REVIEWED BY DAN STUMPF:

   

LIGHTNIN’ BILL CARSON. Puritan, 1936. Tim McCoy, Lois January, Rex Lease, Harry Worth, Karl Hackett, John Merton, Lafe McKee, and Ed Cobb. Written by George Arthur Durlam and Joseph O’Donnell. Directed by Sam Newfield.  Available on YouTube here.

   A real cheapie from the brother-act of producer Sigmond Neufeld and director Sam Newfield, just before they settled in at PRC. But this one has a little something extra.

   Not much, mind you, but a little. Lightnin’ Bill Carson still bears all the earmarks of desperate penury: bad-script, bad acting, shoddy sets and slip-shod continuity. The dross is leavened somewhat by the assured presence of Col. Tim McCoy, and a bit of imaginative nomenclature: at various times, McCoy’s Lightnin’ Bill Carson comes up against the colorfully-monickered likes of Silent Tom Rand, “Stack” Stone, Breed Hawkins, and the Pecos Kid, played by veterans John Merton, Harry Worth and Rex Lease with easy familiarity.
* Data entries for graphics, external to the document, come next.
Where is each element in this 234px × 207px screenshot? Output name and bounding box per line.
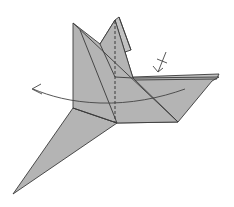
tail-flap xyxy=(13,108,117,194)
diagram-canvas xyxy=(0,0,234,207)
origami-diagram xyxy=(0,0,234,207)
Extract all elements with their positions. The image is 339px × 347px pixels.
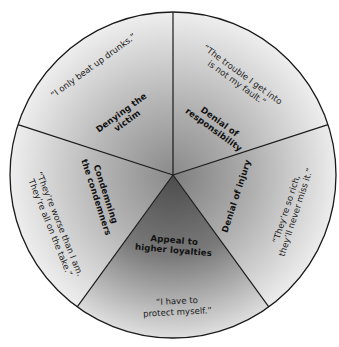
neutralization-wheel-diagram: “The trouble I get into is not my fault.… — [0, 0, 339, 347]
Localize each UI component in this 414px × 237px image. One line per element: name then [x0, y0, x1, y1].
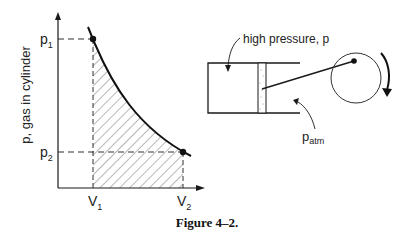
v1-label: V1	[88, 193, 102, 212]
x-axis-arrow-icon	[196, 185, 205, 191]
high-pressure-arrow-icon	[225, 65, 231, 72]
high-pressure-label: high pressure, p	[243, 32, 329, 46]
y-axis-label: p, gas in cylinder	[18, 46, 33, 144]
rotation-arrow-icon	[381, 53, 389, 90]
crank-pin	[351, 58, 357, 64]
figure-canvas: p1 p2 V1 V2 p, gas in cylinder high pres…	[0, 0, 414, 237]
patm-label: patm	[302, 129, 324, 146]
p1-label: p1	[40, 31, 53, 50]
work-area-hatch	[93, 39, 183, 188]
cylinder-wall	[208, 63, 300, 113]
pv-diagram: p1 p2 V1 V2 p, gas in cylinder	[18, 12, 205, 212]
y-axis-arrow-icon	[55, 12, 61, 20]
p2-label: p2	[40, 144, 53, 163]
state-point-2	[180, 149, 186, 155]
patm-leader	[298, 102, 315, 129]
patm-arrow-icon	[293, 98, 299, 105]
piston-cylinder-diagram: high pressure, p patm	[208, 32, 392, 146]
state-point-1	[90, 36, 96, 42]
high-pressure-leader	[228, 38, 240, 66]
connecting-rod	[262, 61, 354, 89]
v2-label: V2	[177, 193, 191, 212]
figure-caption: Figure 4–2.	[176, 215, 239, 230]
   The plot, if you can call it that, undulates loosely around lawman Lightnin’ Bill and his uneasy relationship with an unlucky gambler called the Pecos Kid (Rex Lease.) When the townsfolk of San Jacinto call on the services of Lightnin’ Bill, he arrives to find Pecos already in the employ of local dress-heavy “Stack” Stone (Karl Hackett) who maintains a cottage industry of robbing stagecoaches.
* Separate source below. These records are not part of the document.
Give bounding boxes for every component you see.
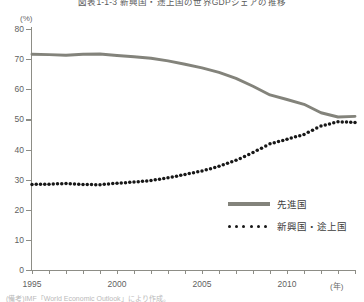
legend-dot bbox=[228, 225, 231, 228]
legend-label-emerging: 新興国・途上国 bbox=[277, 219, 347, 233]
series-plot-area bbox=[0, 0, 364, 302]
legend-dot bbox=[242, 225, 245, 228]
series-line-emerging bbox=[30, 120, 357, 186]
legend-dot bbox=[235, 225, 238, 228]
series-line-advanced bbox=[32, 54, 355, 117]
legend-item-emerging: 新興国・途上国 bbox=[228, 215, 360, 237]
legend-item-advanced: 先進国 bbox=[228, 193, 360, 215]
source-note: (備考)IMF「World Economic Outlook」により作成。 bbox=[6, 294, 170, 302]
legend-label-advanced: 先進国 bbox=[277, 197, 307, 211]
chart-legend: 先進国 新興国・途上国 bbox=[228, 193, 360, 237]
legend-dot bbox=[250, 225, 253, 228]
legend-dot bbox=[264, 225, 267, 228]
source-note-clipped: (備考)IMF「World Economic Outlook」により作成。 bbox=[0, 294, 364, 302]
gdp-share-line-chart: 図表1-1-3 新興国・途上国の世界GDPシェアの推移 (%) (年) 8070… bbox=[0, 0, 364, 302]
legend-swatch-solid-line-icon bbox=[228, 199, 270, 209]
legend-dot bbox=[257, 225, 260, 228]
legend-swatch-dotted-line-icon bbox=[228, 221, 270, 231]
   It all plays out as expected, but scenarists Durlam and O’Donnell ring in some disquieting elements, starting with a frontier Cassandra (Lois January) who sees Death in the cards — she can’t say whose, but Pecos keeps turning up the Ace of Spades. Later on, an honest, upright Sheriff lynches an innocent man, a solid citizen goes on a killing spree, and our hero must set things right in a final shoot-out that seems more like a ritual killing.

   I’m not going to make any big claims for Lightnin’ Bill Carson. Fans of old cheap Westerns will enjoy it, others will wonder why. But the glimmers of thoughtful writing that peek through the sagebrush fascinate me.